To our dear students,
Some of you will be visiting your families this coming week, or perhaps you are already there and reading this in a desperate attempt to escape. Families are tough; I know, I've got two of them (my own, and my in-laws). Here are some ideas to carry you through conversations with the Greek Chorus of aunts and uncles (parents, siblings, grandparents). Good luck! Remember that thousands of Evergreen students have had, more or less, this exact conversation before you. Take heart.
Sean, Don, and Rob
1. So what are you studying, exactly?
We're studying some of the world's great stories, from Shakespeare (Lear) to Sophocles (Oedipus), Melville (Billy Budd) to Ovid (Orpheus). We're also studying stories from oral narrative (the Children of Lir), poetry, and songs. And then we take these great stories and figure out how people make them culturally relevant by using music, dance, and theater. We also study the process of adaptation from one medium to the next: from story to song, poetry to dance, etc. We spend time in workshops too, learning by doing.
2. How did you do on your midterms?
Our classes are so small that our professors know us pretty well. They read our various assignments, talk to us, listen to us, and we participate in seminars together. They don't need midterms to know how we're doing.
3. But what's your major?
Luckily, I don't have to declare a major. Instead, I will probably spend time working with several related fields over the next year or so until I find the field that's just right for me. We've come a long way since kindergarten, when we were given just a few options for what we could be when we grew up (doctor/nurse/veterinarian, teacher, astronaut, princess). There are jobs in the future that haven't even been created yet; maybe I'll be doing that. Evergreen prepares me to create my own future instead of making me a cookie cut-out.
4. Oh yeah? How does it do that?
For starters, we have to be able to take a stand in seminar and defend our ideas in public. That can be hard. But it's a skill I'll need no matter what I end up doing. At the end of each quarter, we do public presentations of our work within a specific time frame. Being able to gather information and present that information in a timely way (whatever it is, from a performance to a speech) is another skill I'll probably need. We work collaboratively with people who are fairly different from us in the class. Every work situation requires collaboration, and it is actually the #1 skill that any employer needs from a college graduate. We collaborate all the time, and we're getting pretty good at it already. We are learning to accept that not everything about a given class at Evergreen is instantly relevant to our learning, or our lives; instead, it might not be relevant for another five (or ten, or twenty) years. We're trying to take a somewhat longer view of things; so far, it's working. And if you like, I can show you some of my work, or maybe we can rent "Black Orpheus" and I can tell you all about liminality, archetypes, Apollonian and Dionysian cosmology, dancing along the axis mundi, the descent to the underworld, trance and spirituality, and the difference between men singing with plucked stringed instruments, and female drummers.
5. You're weird.
Thank you! I certainly hope so. And by the way, what grade did YOU get on your midterms?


§ **Requirement**
Reproduce the following records exactly from the line containing "In this width=1024, height=691" onward, ending with the last line and including it.

§ **Study material**
--
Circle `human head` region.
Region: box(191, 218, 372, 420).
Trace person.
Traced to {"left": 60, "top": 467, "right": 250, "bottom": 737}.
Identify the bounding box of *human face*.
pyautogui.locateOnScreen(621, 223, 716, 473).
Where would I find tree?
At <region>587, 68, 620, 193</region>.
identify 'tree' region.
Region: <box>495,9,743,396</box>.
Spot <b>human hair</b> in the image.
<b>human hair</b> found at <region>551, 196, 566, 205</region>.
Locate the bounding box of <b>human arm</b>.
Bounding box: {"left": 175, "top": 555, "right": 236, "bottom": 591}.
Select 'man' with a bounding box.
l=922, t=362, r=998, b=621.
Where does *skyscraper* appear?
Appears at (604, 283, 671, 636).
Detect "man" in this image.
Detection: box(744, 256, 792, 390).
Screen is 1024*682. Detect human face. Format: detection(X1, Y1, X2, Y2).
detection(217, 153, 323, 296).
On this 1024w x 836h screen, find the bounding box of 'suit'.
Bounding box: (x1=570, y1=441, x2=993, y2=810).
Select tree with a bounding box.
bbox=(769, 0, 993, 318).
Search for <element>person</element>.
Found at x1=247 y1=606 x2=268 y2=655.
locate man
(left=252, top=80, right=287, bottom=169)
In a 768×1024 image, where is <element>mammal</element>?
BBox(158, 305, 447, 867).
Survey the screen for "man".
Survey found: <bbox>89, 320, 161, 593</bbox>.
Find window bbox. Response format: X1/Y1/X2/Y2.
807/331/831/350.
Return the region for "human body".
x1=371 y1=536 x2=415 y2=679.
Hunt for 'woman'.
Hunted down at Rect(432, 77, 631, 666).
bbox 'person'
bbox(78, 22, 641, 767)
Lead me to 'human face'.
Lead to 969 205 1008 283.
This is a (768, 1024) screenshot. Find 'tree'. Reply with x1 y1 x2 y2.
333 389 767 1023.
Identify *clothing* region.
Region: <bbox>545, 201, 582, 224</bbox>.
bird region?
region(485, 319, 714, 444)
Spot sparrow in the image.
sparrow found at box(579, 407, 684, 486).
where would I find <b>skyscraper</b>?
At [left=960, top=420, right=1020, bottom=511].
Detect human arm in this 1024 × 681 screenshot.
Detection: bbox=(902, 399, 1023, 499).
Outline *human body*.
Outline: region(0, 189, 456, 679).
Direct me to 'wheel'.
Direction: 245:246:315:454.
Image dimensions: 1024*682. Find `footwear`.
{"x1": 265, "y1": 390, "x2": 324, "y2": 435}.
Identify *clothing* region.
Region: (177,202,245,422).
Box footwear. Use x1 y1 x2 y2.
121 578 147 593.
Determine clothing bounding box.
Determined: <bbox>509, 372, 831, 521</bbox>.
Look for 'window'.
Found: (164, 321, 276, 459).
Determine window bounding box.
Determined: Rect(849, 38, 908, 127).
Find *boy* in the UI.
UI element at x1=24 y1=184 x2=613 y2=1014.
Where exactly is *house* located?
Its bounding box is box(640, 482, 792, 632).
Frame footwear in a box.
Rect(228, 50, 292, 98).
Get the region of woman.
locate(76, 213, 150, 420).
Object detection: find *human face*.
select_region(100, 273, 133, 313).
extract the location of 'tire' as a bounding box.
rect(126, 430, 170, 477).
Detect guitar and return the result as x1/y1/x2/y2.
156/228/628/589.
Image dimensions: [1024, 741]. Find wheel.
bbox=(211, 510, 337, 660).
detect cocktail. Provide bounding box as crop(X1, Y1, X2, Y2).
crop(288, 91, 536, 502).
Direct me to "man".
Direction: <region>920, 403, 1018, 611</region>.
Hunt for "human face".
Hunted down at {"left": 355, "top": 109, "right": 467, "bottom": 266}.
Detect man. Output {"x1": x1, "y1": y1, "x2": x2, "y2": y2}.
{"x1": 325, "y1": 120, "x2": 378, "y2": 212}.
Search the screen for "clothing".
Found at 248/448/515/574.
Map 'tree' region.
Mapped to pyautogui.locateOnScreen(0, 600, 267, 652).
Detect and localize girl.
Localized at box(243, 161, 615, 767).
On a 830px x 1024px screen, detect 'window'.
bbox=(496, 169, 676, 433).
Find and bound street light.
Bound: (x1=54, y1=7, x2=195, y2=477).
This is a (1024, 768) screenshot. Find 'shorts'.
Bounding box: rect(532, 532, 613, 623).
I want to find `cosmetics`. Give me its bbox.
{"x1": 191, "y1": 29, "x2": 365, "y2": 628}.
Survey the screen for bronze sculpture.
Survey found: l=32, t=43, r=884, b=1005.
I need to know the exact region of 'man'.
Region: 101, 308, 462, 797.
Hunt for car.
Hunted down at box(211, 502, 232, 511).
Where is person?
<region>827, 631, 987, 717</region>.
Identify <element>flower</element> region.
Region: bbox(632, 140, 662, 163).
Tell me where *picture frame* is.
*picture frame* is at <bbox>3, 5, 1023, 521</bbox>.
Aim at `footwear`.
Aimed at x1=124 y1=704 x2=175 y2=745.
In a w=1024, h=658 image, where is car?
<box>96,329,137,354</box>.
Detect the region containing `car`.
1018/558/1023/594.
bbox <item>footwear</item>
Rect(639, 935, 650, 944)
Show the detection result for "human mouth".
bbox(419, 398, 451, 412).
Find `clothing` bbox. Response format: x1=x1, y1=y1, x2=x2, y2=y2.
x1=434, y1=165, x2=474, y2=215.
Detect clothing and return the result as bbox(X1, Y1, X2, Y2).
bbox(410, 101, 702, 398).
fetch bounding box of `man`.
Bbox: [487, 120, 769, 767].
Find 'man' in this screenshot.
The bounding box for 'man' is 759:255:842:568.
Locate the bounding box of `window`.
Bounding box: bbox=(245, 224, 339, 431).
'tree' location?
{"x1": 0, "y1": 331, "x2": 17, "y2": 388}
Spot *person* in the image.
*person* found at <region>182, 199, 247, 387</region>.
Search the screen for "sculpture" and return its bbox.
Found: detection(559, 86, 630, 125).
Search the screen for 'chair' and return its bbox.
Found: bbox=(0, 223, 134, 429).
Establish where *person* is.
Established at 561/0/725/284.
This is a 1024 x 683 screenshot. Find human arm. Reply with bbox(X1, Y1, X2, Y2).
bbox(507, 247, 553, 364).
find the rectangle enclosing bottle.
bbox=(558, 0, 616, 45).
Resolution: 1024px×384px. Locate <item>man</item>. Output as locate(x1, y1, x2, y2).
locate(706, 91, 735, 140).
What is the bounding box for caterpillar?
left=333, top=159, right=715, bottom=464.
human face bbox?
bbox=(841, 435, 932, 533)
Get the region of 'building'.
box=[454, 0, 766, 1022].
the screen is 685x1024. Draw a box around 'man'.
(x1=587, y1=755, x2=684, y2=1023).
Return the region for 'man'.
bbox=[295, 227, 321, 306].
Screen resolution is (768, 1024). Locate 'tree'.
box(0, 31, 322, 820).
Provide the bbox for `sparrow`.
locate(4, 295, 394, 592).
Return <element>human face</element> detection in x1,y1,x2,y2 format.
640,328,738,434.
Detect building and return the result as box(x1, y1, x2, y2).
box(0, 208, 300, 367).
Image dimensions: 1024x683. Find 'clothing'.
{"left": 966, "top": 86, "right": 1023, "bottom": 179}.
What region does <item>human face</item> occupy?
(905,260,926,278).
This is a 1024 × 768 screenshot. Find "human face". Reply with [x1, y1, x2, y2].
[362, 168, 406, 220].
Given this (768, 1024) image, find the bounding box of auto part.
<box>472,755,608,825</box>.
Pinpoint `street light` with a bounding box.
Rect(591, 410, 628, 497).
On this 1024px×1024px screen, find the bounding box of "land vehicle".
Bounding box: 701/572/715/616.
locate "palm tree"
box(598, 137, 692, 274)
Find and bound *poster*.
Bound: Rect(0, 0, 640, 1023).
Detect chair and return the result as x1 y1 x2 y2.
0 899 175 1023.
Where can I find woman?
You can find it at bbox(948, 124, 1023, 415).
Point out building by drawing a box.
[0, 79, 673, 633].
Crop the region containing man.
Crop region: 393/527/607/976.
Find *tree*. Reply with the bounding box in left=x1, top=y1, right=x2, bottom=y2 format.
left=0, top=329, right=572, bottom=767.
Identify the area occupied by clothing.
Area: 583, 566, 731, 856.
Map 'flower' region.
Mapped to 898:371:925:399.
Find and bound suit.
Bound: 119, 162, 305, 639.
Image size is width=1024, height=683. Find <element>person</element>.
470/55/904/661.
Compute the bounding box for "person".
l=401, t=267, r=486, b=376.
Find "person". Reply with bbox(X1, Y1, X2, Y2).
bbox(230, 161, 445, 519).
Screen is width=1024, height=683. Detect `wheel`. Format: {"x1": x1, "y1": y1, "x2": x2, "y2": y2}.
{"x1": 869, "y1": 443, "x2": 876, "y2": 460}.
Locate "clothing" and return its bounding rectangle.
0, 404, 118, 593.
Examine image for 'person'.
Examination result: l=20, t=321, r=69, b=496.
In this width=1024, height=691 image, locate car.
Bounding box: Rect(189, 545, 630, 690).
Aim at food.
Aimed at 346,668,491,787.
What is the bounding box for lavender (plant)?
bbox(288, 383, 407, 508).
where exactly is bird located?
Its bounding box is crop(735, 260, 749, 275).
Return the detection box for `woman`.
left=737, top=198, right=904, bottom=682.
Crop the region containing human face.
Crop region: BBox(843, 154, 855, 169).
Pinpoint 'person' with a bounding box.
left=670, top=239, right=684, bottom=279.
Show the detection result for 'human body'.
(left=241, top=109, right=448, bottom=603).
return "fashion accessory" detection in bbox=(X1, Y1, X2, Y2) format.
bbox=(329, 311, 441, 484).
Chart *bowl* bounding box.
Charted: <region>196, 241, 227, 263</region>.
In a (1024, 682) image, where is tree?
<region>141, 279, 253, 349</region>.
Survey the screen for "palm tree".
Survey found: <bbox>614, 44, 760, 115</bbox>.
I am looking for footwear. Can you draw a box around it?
--
§ **Exercise output**
In this width=1024, height=691 image, locate car.
Bounding box: Rect(189, 545, 630, 690).
Aim at food.
Aimed at 346,668,491,787.
What is the bounding box for lavender (plant)?
bbox(288, 383, 407, 508).
where exactly is bird located?
Its bounding box is crop(735, 260, 749, 275).
Return the detection box for `woman`.
left=737, top=198, right=904, bottom=682.
Crop the region containing human face.
Crop region: BBox(843, 154, 855, 169).
Pinpoint 'person' with a bounding box.
left=670, top=239, right=684, bottom=279.
Show the detection result for 'human body'.
(left=241, top=109, right=448, bottom=603).
return "fashion accessory" detection in bbox=(X1, Y1, X2, Y2) format.
bbox=(329, 311, 441, 484).
Chart *bowl* bounding box.
Charted: <region>196, 241, 227, 263</region>.
In a (1024, 682) image, where is tree?
<region>141, 279, 253, 349</region>.
Survey the screen for "palm tree".
Survey found: <bbox>614, 44, 760, 115</bbox>.
I am looking for footwear. Can you draw a box around it?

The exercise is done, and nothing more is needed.